I have always looked at this as trying to figure out the motivation of the seller. If you can get a killer deal as a new customer, but existing customers can't get anything for loyalty. It's obvious that the marketing goals of the company is to get new customers. They either have no interest in existing customers or there is no competition. Since they have a killer deal for new customers, there must be competition. That narrows their motivation down to no interest in existing customers. With a service strategy like that, they are encouraging churn.
Since it seems that the entire industry has the same business model (not a lot of originality here), they are implying that if you are a value shopper (a nice way of saying someone who is trying to get the best price for a product), with everything on balance, you'll be changing providers whenever your contract expires.
This drives the cost of providing service for the provider. Someone has to pay for the killer deal. As has been mentioned earlier in this thread, if the providers took a more balanced approach, they could reduce churn and maybe make more profit. The only problem is that nasty competition thing again.
What do you do to differentiate yourself from the competition? The product is a commodity. *D's ESPN is no different than *E's ESPN. They can't offer different programming packages because the programming suppliers are deathly afraid of only getting paid by the subscribers who actually watch their channels.
They can't differentiate with service. It seems that none of them have figured out how to provide good customer service and all have settled for attempting to not piss off their customers bad enough for them to change.
All they have left is price. Since the programming suppliers charge pretty much the same to everyone, the only place to go is with new customers. Hence the mess they're in now.
When your contract is up, you need to evaluate what's available and change providers if there is a better deal. That's what the providers want. They have proven this with their pricing strategy. On the other hand, they hope that you're too lazy to shop and change, because they make a lot more money after the deals expire.
This all boils down to greed being the primary driver in the whole process. That, coupled with marketing departments stocked with none to clever marketers, and management whose idea of a long term goal is making it until lunch time has made this mess.
Personally, I am staying with Dish because there is too much effort to change. I will take their silly price increases and 'fees' until it reaches the point where I decide that pay TV is no longer worth the price. I am lucky that a $50 antenna in my attic picks up dozens on local channels.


● Task brief
Write out, word for word, only the lines from the one with "What do you see at coordinates (43, 189)" to the end of the data below.

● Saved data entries

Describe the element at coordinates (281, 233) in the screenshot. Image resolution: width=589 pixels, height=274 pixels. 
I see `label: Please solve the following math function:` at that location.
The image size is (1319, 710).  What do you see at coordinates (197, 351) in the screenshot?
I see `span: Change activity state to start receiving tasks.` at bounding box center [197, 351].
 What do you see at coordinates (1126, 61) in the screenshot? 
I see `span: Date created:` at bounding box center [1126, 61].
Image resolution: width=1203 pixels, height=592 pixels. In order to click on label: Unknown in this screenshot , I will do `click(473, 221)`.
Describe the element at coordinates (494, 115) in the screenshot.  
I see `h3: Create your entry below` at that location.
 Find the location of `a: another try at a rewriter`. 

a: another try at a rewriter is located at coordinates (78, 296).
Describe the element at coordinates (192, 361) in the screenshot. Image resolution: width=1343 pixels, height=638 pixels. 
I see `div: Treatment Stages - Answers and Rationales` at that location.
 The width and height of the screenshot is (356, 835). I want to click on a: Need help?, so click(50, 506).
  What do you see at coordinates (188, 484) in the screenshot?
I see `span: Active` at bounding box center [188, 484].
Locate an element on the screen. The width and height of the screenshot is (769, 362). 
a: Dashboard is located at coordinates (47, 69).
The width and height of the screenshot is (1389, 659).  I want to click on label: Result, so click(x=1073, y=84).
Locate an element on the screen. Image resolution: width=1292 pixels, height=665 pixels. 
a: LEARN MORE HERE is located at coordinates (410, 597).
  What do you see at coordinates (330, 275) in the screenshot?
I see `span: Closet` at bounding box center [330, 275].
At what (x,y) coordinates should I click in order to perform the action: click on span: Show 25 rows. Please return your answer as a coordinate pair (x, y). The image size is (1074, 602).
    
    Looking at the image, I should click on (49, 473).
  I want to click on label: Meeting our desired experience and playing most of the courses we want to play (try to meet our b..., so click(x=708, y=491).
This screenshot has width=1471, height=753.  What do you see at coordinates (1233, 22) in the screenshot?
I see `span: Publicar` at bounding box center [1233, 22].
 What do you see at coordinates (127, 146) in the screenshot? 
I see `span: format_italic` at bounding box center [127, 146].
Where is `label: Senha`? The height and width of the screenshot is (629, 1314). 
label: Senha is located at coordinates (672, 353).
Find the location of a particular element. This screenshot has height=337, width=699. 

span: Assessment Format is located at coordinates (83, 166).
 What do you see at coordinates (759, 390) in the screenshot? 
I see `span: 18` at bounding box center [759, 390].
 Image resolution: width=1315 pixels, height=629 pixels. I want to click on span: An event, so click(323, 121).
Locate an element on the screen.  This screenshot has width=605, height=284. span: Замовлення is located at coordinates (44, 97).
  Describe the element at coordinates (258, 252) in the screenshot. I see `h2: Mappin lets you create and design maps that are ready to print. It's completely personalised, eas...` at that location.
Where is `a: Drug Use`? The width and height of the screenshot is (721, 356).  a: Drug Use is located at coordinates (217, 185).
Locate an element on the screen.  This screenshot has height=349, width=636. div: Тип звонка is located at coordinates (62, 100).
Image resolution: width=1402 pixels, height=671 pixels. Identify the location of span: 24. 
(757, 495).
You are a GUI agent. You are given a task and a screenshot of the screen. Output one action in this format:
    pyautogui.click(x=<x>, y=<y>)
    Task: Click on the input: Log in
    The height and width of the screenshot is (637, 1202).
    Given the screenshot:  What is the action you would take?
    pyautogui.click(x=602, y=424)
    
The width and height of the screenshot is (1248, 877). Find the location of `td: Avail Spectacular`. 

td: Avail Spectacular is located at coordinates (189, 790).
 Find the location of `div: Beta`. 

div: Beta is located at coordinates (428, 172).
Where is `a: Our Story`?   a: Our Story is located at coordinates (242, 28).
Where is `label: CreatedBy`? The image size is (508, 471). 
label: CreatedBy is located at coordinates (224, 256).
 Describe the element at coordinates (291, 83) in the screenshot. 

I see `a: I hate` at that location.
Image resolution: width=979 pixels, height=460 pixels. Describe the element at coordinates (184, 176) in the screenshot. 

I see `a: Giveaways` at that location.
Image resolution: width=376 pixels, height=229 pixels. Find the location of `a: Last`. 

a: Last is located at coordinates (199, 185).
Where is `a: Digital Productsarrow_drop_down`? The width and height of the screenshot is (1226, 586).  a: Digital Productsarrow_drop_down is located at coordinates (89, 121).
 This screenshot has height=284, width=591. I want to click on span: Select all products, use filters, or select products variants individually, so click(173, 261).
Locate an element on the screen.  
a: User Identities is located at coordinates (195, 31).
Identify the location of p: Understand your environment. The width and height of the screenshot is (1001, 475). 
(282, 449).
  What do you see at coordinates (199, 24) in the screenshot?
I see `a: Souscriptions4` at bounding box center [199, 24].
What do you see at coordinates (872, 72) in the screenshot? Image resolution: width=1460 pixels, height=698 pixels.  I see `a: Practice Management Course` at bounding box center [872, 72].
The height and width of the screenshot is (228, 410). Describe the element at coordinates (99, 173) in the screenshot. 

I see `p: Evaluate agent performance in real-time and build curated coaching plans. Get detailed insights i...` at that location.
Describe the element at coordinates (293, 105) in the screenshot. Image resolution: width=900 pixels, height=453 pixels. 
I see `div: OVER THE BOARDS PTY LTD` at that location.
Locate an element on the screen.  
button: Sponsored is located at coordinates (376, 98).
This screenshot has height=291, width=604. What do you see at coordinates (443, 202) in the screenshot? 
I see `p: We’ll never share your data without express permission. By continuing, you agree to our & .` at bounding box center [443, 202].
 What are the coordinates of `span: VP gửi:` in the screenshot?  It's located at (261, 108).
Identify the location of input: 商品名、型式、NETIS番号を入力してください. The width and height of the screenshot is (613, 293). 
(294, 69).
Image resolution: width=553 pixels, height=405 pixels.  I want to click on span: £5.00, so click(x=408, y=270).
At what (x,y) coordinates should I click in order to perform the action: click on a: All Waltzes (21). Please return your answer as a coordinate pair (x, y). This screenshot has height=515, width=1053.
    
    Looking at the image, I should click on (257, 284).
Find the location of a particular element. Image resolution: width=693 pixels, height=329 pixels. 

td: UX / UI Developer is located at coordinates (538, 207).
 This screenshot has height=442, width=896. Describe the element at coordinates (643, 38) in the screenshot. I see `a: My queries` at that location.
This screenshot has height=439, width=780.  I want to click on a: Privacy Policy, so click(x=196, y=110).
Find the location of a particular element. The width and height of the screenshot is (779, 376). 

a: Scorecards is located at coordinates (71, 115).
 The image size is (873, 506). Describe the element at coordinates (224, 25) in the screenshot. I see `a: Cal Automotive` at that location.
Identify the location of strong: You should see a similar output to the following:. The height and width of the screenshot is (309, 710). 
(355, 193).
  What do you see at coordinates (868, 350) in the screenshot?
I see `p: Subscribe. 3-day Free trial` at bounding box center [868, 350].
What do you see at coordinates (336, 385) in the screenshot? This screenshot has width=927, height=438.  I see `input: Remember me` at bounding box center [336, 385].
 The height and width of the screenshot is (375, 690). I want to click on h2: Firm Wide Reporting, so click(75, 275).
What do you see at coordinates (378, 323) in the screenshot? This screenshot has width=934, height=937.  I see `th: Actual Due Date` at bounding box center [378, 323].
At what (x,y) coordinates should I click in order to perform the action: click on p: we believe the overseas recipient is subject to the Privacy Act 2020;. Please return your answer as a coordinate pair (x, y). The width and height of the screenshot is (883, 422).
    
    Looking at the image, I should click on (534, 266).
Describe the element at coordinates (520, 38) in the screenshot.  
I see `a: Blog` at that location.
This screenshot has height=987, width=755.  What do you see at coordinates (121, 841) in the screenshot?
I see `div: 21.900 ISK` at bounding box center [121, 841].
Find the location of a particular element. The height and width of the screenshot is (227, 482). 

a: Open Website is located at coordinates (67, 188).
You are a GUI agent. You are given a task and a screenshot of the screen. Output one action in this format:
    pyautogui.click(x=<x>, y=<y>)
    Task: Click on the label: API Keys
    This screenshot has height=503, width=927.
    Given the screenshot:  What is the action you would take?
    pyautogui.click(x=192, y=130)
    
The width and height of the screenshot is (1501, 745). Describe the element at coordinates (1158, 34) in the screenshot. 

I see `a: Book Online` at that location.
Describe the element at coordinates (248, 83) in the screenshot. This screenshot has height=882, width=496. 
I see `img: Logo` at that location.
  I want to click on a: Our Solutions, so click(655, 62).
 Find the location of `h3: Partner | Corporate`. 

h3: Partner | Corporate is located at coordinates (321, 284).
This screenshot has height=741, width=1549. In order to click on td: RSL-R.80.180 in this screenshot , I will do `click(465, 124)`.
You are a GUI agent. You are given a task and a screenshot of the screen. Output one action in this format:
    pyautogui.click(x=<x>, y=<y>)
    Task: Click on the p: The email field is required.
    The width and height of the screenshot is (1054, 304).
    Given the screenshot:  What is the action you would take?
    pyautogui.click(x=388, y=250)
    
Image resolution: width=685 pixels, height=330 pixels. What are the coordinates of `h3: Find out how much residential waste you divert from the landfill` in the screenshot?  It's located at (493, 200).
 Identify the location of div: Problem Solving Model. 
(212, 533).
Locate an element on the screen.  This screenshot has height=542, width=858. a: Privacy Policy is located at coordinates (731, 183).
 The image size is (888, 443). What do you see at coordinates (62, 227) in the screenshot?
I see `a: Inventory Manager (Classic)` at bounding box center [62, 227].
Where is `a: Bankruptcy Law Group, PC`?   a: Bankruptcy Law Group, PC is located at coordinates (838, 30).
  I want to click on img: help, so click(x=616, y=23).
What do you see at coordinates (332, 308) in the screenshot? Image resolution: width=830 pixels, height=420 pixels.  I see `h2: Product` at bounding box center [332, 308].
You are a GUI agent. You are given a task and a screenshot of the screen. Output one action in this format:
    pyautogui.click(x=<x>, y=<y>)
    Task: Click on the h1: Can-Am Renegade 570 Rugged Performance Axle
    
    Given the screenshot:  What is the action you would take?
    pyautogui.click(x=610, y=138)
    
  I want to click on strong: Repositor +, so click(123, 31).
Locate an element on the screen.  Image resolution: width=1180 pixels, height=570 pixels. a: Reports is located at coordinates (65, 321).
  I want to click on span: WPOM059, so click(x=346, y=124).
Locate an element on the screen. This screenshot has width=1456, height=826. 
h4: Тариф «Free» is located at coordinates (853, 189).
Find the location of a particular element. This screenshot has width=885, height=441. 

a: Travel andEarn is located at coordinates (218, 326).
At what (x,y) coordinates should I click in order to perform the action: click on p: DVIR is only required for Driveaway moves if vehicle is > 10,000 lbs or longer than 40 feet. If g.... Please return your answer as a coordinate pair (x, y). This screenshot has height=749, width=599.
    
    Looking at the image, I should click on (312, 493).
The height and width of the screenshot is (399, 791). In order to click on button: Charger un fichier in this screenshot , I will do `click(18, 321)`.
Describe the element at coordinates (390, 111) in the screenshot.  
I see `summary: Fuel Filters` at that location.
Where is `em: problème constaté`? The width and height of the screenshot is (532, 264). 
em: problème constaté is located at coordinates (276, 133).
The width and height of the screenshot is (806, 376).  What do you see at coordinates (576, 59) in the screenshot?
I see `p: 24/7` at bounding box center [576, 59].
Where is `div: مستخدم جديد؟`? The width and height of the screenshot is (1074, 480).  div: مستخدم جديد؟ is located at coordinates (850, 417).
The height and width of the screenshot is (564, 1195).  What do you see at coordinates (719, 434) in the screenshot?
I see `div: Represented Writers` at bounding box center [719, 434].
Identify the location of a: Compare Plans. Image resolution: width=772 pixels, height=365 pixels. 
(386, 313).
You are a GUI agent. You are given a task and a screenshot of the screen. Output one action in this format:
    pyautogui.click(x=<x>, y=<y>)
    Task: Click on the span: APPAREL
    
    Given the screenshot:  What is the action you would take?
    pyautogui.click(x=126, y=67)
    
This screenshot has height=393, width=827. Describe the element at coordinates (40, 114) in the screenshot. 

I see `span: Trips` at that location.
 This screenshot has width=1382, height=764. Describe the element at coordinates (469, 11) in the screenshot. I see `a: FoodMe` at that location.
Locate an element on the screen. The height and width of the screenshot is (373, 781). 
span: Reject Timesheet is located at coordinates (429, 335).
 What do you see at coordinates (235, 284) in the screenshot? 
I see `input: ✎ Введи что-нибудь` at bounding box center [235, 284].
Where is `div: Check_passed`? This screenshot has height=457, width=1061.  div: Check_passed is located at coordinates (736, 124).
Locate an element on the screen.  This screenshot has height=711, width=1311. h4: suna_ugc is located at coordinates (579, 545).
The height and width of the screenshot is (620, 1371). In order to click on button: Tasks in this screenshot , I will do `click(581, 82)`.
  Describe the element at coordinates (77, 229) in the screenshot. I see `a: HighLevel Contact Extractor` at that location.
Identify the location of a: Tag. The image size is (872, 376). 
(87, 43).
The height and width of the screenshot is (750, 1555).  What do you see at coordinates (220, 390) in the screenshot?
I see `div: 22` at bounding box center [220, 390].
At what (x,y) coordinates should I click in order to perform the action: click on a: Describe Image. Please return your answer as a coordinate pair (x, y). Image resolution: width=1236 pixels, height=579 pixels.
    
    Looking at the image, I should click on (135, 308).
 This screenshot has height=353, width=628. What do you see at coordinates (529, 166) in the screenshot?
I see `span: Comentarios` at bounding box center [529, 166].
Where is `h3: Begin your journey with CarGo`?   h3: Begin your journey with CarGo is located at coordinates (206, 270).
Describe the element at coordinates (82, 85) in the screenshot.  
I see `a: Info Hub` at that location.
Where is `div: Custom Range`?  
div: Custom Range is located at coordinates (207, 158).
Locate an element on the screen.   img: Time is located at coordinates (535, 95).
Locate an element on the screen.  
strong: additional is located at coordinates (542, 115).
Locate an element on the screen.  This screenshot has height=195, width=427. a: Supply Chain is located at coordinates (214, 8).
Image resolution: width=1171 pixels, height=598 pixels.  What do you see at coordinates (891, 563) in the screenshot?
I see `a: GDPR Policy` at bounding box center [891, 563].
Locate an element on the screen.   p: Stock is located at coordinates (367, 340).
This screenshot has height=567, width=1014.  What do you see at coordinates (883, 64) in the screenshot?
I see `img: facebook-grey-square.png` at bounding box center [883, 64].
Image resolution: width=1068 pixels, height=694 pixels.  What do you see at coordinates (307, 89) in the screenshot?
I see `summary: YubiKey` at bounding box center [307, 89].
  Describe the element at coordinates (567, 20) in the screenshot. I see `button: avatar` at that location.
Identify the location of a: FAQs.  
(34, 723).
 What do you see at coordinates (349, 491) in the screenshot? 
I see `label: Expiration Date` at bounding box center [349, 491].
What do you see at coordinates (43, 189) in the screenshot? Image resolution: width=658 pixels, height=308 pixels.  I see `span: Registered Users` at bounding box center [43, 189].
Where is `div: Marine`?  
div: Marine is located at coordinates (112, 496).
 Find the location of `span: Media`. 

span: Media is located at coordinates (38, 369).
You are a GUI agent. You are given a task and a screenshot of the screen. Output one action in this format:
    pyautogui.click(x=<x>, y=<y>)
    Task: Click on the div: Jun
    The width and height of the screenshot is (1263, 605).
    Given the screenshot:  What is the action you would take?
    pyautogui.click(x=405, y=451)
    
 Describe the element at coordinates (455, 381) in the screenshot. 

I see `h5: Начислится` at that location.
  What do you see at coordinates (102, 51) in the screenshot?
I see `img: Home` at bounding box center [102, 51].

● Written reply
What do you see at coordinates (43, 189) in the screenshot? Image resolution: width=658 pixels, height=308 pixels.  I see `span: Registered Users` at bounding box center [43, 189].
Where is `div: Marine`?  
div: Marine is located at coordinates (112, 496).
 Find the location of `span: Media`. 

span: Media is located at coordinates (38, 369).
You are a GUI agent. You are given a task and a screenshot of the screen. Output one action in this format:
    pyautogui.click(x=<x>, y=<y>)
    Task: Click on the div: Jun
    The width and height of the screenshot is (1263, 605).
    Given the screenshot:  What is the action you would take?
    pyautogui.click(x=405, y=451)
    
 Describe the element at coordinates (455, 381) in the screenshot. 

I see `h5: Начислится` at that location.
  What do you see at coordinates (102, 51) in the screenshot?
I see `img: Home` at bounding box center [102, 51].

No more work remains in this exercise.